Choosing the right accountant is less about finding someone good with numbers and more about finding someone who understands your specific circumstances. Here’s what to look for.
Demonstrable experience with NHS and private sector income
A doctor’s income structure is unlike that of almost any other professional. Many work across NHS employment, private practice, and contracts simultaneously, sometimes with additional income from medical reporting or even teaching.
Ask directly: how many medical clients do they have? Do they work specifically with GPs, hospital consultants, or locums? A good specialist will answer confidently and with specificity. And this specificity is what makes finding someone, or a firm, that specialises in accounting for medical professionals better suited than a general accountancy firm.
A sound cnderstanding of NHS pension rules
The NHS pension scheme is one of the most complex in the country. Annual allowance tapering, lifetime allowance considerations (and the post-2024 changes following its abolition), scheme pays elections, and the relationship between pension growth and taxable income are areas where even experienced accountants can trip if they don’t work regularly within this space.

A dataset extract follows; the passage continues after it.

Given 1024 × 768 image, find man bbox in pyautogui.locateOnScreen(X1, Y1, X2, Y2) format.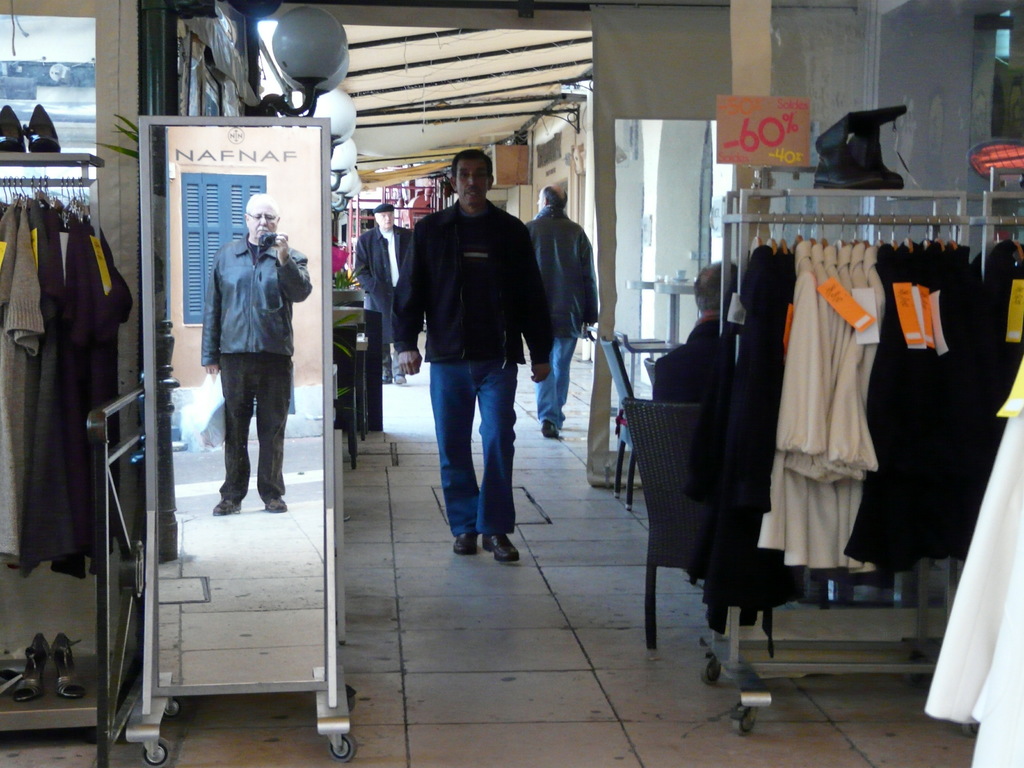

Mistakes here are expensive. A doctor who breaches the annual allowance without realising it faces a tax charge that can run to tens of thousands of pounds. The accountant doesn’t need to replace a specialist pension adviser. Still, they should be sufficiently knowledgeable to highlight issues, ask the right questions, and work collaboratively with other advisers when needed.

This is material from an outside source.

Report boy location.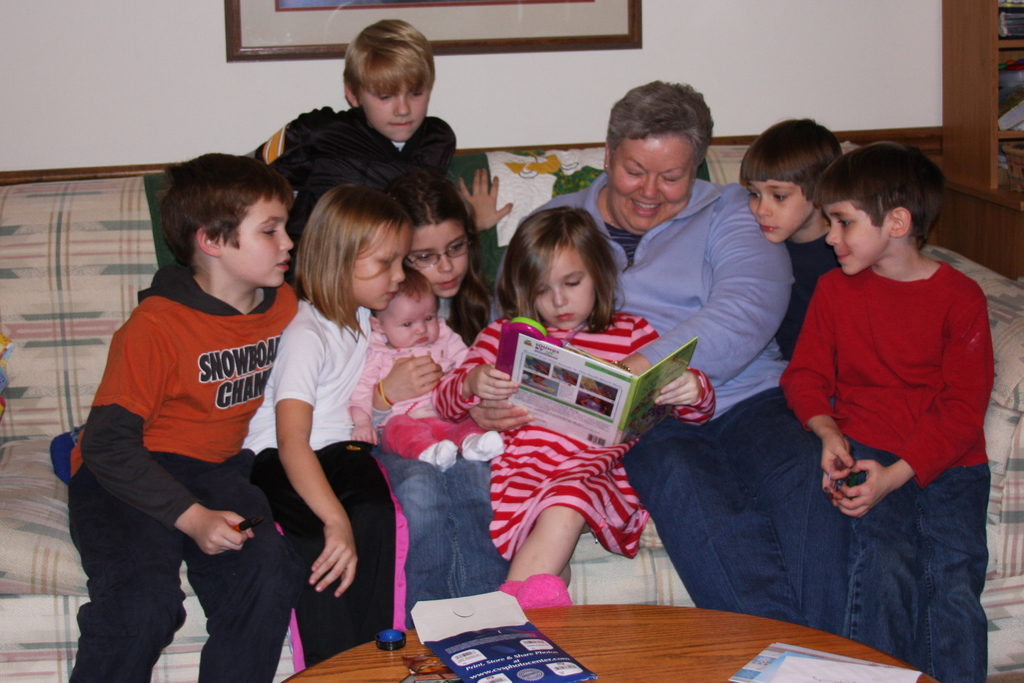
Report: {"left": 780, "top": 140, "right": 993, "bottom": 675}.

Proactive tax planning, not just compliance
Filing a tax return accurately is the minimum requirement. It isn’t the value a good accountant delivers. Proactive tax planning means regularly reviewing income, identifying where reliefs and allowances can be used, and flagging changes in legislation that might affect the client before they take effect, rather than after.
For doctors, this might include advice on the timing of income recognition in private practice, the use of the trading allowance, capital allowances for home office or equipment expenditure, or planning for large one-off earnings, such as clinical excellence awards.
If an accountant’s primary role in a relationship is reactive, processing what the client brings to them each year, the doctor is unlikely to be paying the right amount of tax. They may be paying too much, or in some cases, without realising it, too little.
Familiarity with IR35 and locum work
IR35 remains a live concern for doctors working through personal service companies. The rules around off-payroll working have changed several times in recent years; for doctors taking locum work, understanding where they stand is non-negotiable.
An accountant working with locum or portfolio doctors should have a clear view of how contracts should be structured, how substitution clauses and mutuality of obligation apply in practice, and what documentation to hold in the event of an HMRC enquiry.
Clear, accessible communication
A specialist accountant who can’t explain what they’re doing in plain language, or who is difficult to reach when a question arises, is not functioning as an adviser. They’re functioning as a form-filler.
Doctors have limited time and often engage with their finances under pressure, between shifts or around clinical commitments. The accountant should make that process manageable, not introduce friction. Look for someone who communicates proactively, is available when it counts, and doesn’t bill separately for every email.
Relevant professional qualifications and regulatory standing
Any accountant working with doctors should be a member of a recognised professional body, whether that’s the ICAEW, ACCA, or CIOT for tax specialists. Membership means they are regulated, required to hold professional indemnity insurance, and subject to a complaints process. It isn’t a guarantee of quality, but the absence of it is a clear warning sign.
To summarise
The right specialist accountant will save a doctor more than their fee over the course of a year, often considerably more. The wrong one will cost time, money, and occasionally a significant tax bill. The search is worth taking seriously.